Awkward wording. This congress is political, not military--as the rest of the article makes clear--and its discussions will be about re-invigorating the Left as a political force (not re-arming guerrillas). Re-invigoration of the Left is possibly needed as a result of the past FMLN government's compromises over U.S. "free trade for the rich" and other US. corporate/military-induced problems (although neither the article nor the spokespeople say this). When the first FMLN government was elected, it featured Mauricio Funes as president. He wasn't even a member of the FMLN (I didn't know that), and was too young to have fought in the civil war, but was chosen as the best candidate to further the FMLN's social goals, and as to "electability" (I gather). He was elected in the midst of the Bush junta and, given El Salvador's close ties to the U.S., was possibly too cautious (my guess) about the FMLN's socialist goals, though he certainly did accomplish some of them. Now the country has elected an actual FMLN former guerrilla, Sanchez Ceren, as president, and (according to the article) Ceren's intends yet more progressive change.
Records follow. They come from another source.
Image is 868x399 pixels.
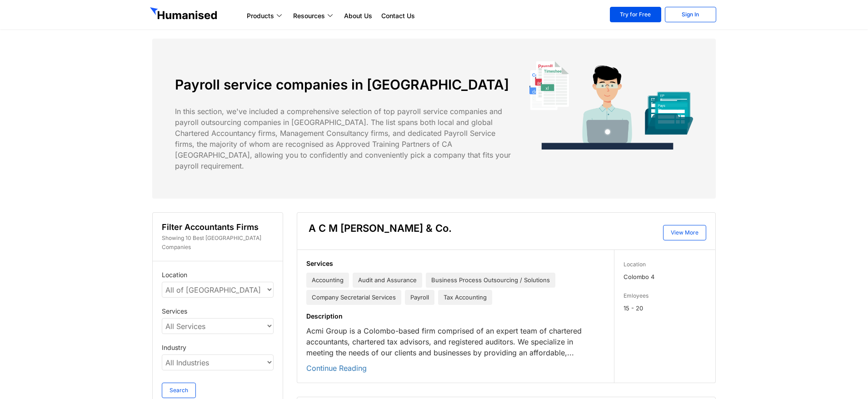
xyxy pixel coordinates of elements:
[306,290,401,305] span: Company Secretarial Services
[162,234,274,252] p: Showing 10 Best [GEOGRAPHIC_DATA] Companies
[340,11,377,21] a: About Us
[377,11,420,21] a: Contact Us
[162,222,274,233] h4: Filter Accountants Firms
[242,11,289,21] a: Products
[438,290,492,305] span: Tax Accounting
[175,78,516,93] h1: Payroll service companies in [GEOGRAPHIC_DATA]
[306,364,367,373] a: Continue Reading
[665,7,717,23] a: Sign In
[306,325,598,358] p: Acmi Group is a Colombo-based firm comprised of an expert team of chartered accountants, chartere...
[289,11,340,21] a: Resources
[353,273,422,288] span: Audit and Assurance
[306,312,598,321] h5: Description
[162,307,274,316] label: Services
[623,271,707,282] p: Colombo 4
[175,106,516,171] p: In this section, we've included a comprehensive selection of top payroll service companies and pa...
[162,271,274,280] label: Location
[623,303,707,314] p: 15 - 20
[664,225,707,241] a: View More
[426,273,555,288] span: Business Process Outsourcing / Solutions
[150,8,219,22] img: GetHumanised Logo
[162,343,274,352] label: Industry
[610,7,662,23] a: Try for Free
[405,290,435,305] span: Payroll
[309,222,452,235] h3: A C M [PERSON_NAME] & Co.
[623,291,707,300] h6: Emloyees
[306,259,598,268] h5: Services
[623,260,707,269] h6: Location
[306,273,349,288] span: Accounting
[530,61,694,149] img: Humanised
[162,383,196,398] button: Search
The FMLN has never had a party congress before--a process and a general meeting--to hammer out policy. The policy will not be binding, merely guidance, but will emerge out of an enviable process of mass participation in smaller party meetings all over the country, thence to the general congress.

If Bernie Sanders accomplishes nothing else, I hope that he inspires such a congress, here, inclusive of all registered Democrats and perhaps extended to all progressives--independents, Greens, etc.--not just to discuss and formulate national and local policy but also to organize great numbers of people to hold our representatives accountable. Our party system here has not worked this way for a long time--inclusive and participatory.

Judi Lynn

(160,217 posts)
2. We need radical change, in a hurry. Republicans have nearly destroyed everything.
Wed Oct 28, 2015, 01:03 PM
Oct 2015

It only has to take a look around at cities, infrastructure to see how deadly the right really is.

Did want to mention Mauricio Funes brother was a rebel who was killed during their war. It was such a surprise to see the younger brother run for the presidency and win, considering how powerful the US-supported right-wing has been: "Arena," I believe.